Synopses & Reviews
A fast, frightening, and thrillingly contemporary novel about marriage and money that early reviewers are calling "powerful" (Booklist, starred review), "propulsive" (Publishers Weekly), "totally addictive" (Bookish), and "a novel of unrelenting tension" (Kirkus Reviews, starred review).
Here is one of the most engrossing, unnerving, and exhilarating novels in recent memory. It comes to us from Joe McGinniss Jr., whose first book, The Delivery Man, was a national bestseller that critics hailed as "searing" (The New York Times Book Review), "compelling" (The Washington Post), and "reminiscent of Joan Didion" (Janet Fitch). Now, after spending the better part of a decade at work, McGinniss returns with another viscerally absorbing look at the seductive—and destructive—cutting edge of modern life, this time through the lens of marriage.
Carousel Court is the story of Nick and Phoebe Maguire, a young couple who move cross-country to Southern California in search of a fresh start for themselves and their infant son following a trauma. But they arrive at the worst possible economic time. Instead of landing in a beachside property, Nick and Phoebe find themselves cemented into the dark heart of foreclosure alley, surrounded by neighbors being drowned by their underwater homes who set fire to their belongings, flee in the dead of night, and eye one another with suspicion while keeping shotguns by their beds. Trapped, broke, and increasingly desperate, Nick and Phoebe each devise their own plan to claw their way back into the middle class and beyond. Hatched under one roof, their two separate, secret agendas will inevitably collide.

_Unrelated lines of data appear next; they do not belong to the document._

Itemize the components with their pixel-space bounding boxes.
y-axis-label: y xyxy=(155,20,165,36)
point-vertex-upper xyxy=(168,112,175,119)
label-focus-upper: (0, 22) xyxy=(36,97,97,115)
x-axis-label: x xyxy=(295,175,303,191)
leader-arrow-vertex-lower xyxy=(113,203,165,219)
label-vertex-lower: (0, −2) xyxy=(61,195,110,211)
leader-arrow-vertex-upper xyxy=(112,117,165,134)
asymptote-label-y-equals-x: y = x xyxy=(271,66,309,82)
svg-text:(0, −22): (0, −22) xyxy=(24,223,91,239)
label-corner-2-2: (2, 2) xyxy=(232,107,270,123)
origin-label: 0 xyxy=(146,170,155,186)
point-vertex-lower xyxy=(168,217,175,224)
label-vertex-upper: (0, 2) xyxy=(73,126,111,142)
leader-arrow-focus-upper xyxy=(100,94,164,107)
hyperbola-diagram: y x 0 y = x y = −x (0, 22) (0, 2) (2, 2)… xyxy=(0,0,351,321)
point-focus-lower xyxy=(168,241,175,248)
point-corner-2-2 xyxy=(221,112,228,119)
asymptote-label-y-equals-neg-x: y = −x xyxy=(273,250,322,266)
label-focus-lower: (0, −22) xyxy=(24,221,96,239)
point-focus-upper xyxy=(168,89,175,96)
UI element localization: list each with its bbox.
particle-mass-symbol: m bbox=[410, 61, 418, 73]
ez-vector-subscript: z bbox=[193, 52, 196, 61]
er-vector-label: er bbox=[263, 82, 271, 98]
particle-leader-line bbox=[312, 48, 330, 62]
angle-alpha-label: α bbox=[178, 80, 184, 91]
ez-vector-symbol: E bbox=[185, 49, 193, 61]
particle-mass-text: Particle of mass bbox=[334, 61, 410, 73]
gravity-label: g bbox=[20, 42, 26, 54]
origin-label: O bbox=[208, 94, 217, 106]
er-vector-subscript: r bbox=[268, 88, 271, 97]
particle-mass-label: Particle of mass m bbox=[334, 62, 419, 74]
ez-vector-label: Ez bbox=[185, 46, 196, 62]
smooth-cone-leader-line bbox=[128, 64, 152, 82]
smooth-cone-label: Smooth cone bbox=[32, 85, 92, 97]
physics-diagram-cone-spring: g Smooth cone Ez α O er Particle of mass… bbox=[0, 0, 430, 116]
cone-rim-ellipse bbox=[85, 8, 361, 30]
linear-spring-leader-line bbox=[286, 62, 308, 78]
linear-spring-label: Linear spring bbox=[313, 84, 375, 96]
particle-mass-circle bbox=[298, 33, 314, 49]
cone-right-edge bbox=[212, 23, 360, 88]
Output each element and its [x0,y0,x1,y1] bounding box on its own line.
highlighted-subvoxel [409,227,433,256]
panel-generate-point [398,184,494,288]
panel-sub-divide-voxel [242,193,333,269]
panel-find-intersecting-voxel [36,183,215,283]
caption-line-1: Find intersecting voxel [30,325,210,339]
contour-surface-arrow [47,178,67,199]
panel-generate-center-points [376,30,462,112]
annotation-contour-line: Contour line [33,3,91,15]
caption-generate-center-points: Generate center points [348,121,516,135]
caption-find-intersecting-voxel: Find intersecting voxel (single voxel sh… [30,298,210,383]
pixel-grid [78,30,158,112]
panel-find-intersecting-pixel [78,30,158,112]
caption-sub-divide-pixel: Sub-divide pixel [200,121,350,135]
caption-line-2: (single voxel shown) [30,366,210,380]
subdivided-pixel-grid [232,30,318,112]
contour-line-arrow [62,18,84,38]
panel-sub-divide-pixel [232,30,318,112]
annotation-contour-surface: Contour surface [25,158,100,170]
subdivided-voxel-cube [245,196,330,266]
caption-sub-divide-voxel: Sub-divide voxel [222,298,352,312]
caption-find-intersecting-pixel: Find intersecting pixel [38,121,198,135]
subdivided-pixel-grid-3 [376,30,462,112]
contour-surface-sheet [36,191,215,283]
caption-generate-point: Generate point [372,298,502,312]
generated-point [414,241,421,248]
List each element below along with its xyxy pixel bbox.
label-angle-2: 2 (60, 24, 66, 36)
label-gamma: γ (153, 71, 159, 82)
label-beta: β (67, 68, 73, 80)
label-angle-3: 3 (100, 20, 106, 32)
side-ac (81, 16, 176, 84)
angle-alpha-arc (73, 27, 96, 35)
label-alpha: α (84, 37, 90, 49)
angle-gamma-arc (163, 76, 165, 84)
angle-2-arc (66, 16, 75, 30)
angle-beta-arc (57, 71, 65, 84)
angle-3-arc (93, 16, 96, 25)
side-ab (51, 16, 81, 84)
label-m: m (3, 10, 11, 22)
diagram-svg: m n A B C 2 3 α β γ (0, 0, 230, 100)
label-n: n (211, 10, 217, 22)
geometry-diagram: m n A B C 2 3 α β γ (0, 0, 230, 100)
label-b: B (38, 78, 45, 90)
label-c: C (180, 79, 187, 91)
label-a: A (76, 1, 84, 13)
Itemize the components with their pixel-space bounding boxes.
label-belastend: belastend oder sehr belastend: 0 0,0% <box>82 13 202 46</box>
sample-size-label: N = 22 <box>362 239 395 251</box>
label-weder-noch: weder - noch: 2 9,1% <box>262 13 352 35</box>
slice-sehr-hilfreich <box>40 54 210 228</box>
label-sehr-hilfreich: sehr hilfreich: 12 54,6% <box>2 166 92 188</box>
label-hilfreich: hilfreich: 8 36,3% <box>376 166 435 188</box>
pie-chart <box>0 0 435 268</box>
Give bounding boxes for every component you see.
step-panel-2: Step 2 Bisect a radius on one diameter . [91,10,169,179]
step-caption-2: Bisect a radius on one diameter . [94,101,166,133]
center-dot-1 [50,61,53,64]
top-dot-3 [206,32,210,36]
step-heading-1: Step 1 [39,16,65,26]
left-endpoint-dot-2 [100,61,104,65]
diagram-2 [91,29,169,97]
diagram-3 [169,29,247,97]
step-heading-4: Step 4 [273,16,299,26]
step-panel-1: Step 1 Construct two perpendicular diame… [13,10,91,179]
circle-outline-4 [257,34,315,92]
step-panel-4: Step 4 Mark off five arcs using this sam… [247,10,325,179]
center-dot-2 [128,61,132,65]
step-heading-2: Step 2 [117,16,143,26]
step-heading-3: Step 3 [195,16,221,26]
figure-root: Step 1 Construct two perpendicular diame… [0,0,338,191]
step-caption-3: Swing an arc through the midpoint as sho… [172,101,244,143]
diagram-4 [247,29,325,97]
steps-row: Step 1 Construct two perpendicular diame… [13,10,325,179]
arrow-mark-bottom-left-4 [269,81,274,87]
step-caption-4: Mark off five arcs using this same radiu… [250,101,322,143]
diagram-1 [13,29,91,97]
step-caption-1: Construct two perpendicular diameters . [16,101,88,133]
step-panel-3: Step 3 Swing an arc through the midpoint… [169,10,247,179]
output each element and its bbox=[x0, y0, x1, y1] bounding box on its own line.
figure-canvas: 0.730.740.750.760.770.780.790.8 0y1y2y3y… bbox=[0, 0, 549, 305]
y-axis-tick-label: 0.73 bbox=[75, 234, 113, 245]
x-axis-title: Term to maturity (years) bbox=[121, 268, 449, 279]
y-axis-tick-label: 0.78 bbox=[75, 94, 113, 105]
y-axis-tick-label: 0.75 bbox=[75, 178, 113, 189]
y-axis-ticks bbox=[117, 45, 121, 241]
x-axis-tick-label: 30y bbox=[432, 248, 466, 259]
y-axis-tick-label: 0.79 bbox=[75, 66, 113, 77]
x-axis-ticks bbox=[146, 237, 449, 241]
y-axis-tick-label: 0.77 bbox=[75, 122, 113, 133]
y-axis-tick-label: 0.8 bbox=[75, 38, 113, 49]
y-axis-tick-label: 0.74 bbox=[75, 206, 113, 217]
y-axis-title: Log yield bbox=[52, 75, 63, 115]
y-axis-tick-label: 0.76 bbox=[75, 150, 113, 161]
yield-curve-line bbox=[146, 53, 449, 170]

Combining the excruciating honesty of Richard Yates’s Revolutionary Road with the social urgency of George Packer’s The Unwinding, Carousel Court is a blistering and unforgettable vision of contemporary life. It has the ambition of our most serious literary work and the soul of a thriller, managing to be simultaneously sexy, scary, and powerfully moving. Most of all, it offers an unflinching portrait of modern marriage in a nation scarred by vanished jobs, abandoned homes, psychotropic cure-alls, infidelity via iPhone, and ruthless choices. No matter what kind of relationship you are in, it will leave you simultaneously gutted and grateful for your own good fortune—if perhaps curious what your partner is really up to on that electronic device across the living room.
Review
"Carousel Court showcases a domestic circus of the most compelling kind: a kaleidoscopic train-wreck of a marriage set ablaze by the bright white hyperreality of a California suburb in decline. Joe McGinniss Jr. writes with wit and scorching honesty about adultery, addiction, and financial ruin, never losing sight of his characters’ humanity and their fractured hope that redemption might be possible after all." Carolyn Parkhurst, author of The Dogs of Babel and Lost and Found
Review
"Harrowing, smart, wickedly accurate about the third world of the contemporary United States, and very well written." Lionel Shriver, author of We Need to Talk about Kevin
Review
"Propulsive....The novel’s nearly 100 vignettes—many of them gems of concision and electric prose that lay bare the darker sides of Nick and Phoebe, as well as the handful of coworkers and eccentric neighbors who swirl down the drain with them—mirror the discontent seething just beneath the surface of an ersatz American dream....McGinniss is at his best when describing, with anthropological intensity, the throes of a broken relationship." Publishers Weekly
Review
"Powerful...May have some readers recalling Yeats' poem 'The Second Coming.'" Booklist (Starred Review)
Review
"A novel of unrelenting tension...Phoebe is a lexicon of contradictions, a kind of update on Maria Wyeth of Joan Didion’s Play It as It Lays. McGinniss also recalls Nathanael West’s Day of the Locust in depicting their road, Carousel Court, as a catalog of strangeness and dangers: from coyotes and marauding home invaders to weird neighbors and crying, screaming cicadas. McGinniss...injects it with an urgency, a sense of constant, inescapable threat that all adds up to a taut page-turner." Kirkus Reviews (Starred Review)
About the Author
Joe McGinniss Jr. is the author of Carousel Court and The Delivery Man. He lives in Washington, DC, with his family.